An invalid form control with name='mybug' is not focusable.

The bug is hard to spot because usually fieldsets don't have a name so name='' is a WTF! but slice piece by piece the form until I found the culprid. If you get your required input from the fieldset the error is gone.

<form>
    <select required="required" name="hola">
      <option value=''>option 1</option>
     </select>

  <fieldset name="mybug">
    <input type="submit" name="submit" value="send" />
  </fieldset>
</form>

I would report it but I don't know where is the chrome community for bugs.

5
votes

Thanks to this post, I saw that my problem also rested with Chrome trying to focus on my fieldsets, instead of the input field.

To get a better response from the console:

  • Assign every DOM element a new name
  • Set every input & select style.display to 'block'
  • Changed the type of input[type="hidden"] elements to 'text'

    function cleanInputs(){
        var inputs  = document.getElementsByTagName( 'input' ),
            selects = document.getElementsByTagName( 'select' ),
            all     = document.getElementsByTagName( '*' );
        for( var i=0, x=all.length; i<x; i++ ){
            all[i].setAttribute( 'name', i + '_test' );
        }
        for( var i=0, x=selects.length; i<x; i++ ){
            selects[i].style.display = 'block';
        }
        for( var i=0, x=inputs.length; i<x; i++ ){
            if( inputs[i].getAttribute( 'type' ) === 'hidden' ){
                inputs[i].setAttribute( 'type', 'text' );
            }
            inputs[i].style.display = 'block';
        }
        return true;
    }
    

In the console, I ran cleanInputs() and then submitted the form. The result, from the console, was:

An invalid form control with name='28_test' is not focusable.

An invalid form control with name='103_test' is not focusable.

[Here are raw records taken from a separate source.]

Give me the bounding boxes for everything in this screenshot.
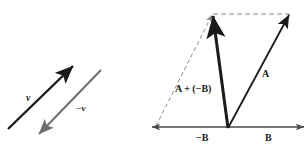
vector-resultant-label: A + (−B) xyxy=(175,83,211,95)
vector-figure: v −v −B B A + (−B) A xyxy=(0,0,308,154)
axis-label-B: B xyxy=(265,132,272,143)
axis-label-minus-B: −B xyxy=(196,132,209,143)
vector-minus-v-label: −v xyxy=(76,103,86,113)
vector-v-label: v xyxy=(26,92,31,103)
vector-A-label: A xyxy=(262,68,270,79)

Then, switching over to the Web Developer "Elements" view, I was able to find "28_test" and "103_test" (both fieldsets) -- confirming that my problem was a required input field, nested inside a fieldset.

1
votes

While I was writting the question I realized one thing: the value the script was putting into the 'priceFinal' field sometimes was a decimal number.

In this case the solution was to write the step attribute for this input:

... step="any" ...

Step on w3s

So this 'nofocusable' bug is not only a required and hidden fields issue, it's also generated by format conflicts.

1
votes

Nach gave me the best pointer... (y) I also had a input type="number" with step="0.1" and the console shows me this error while validating: An invalid form control with name='' is not focusable.

remove the step="0.1" on the element and now the form can be validated

1
votes

I had the same issue so I removed required="required" from the troublesome fields.

1
votes

If you get the error when jQuery function is executed, try to put "return false" on your function, or function(e) { e.preventDefault(); ... }

0
votes

i had this issue once. to fix it, add

novalidate

as an attribute to the form. e.g

<form action="" novalidate>
....
</form>
-2
votes

Here is the solution....

<form>
  <input type="text" ng-show="displayCondition" ng-required="displayCondition"/>
</form>

Many people do not realize that passing false into ng-required disables the directive.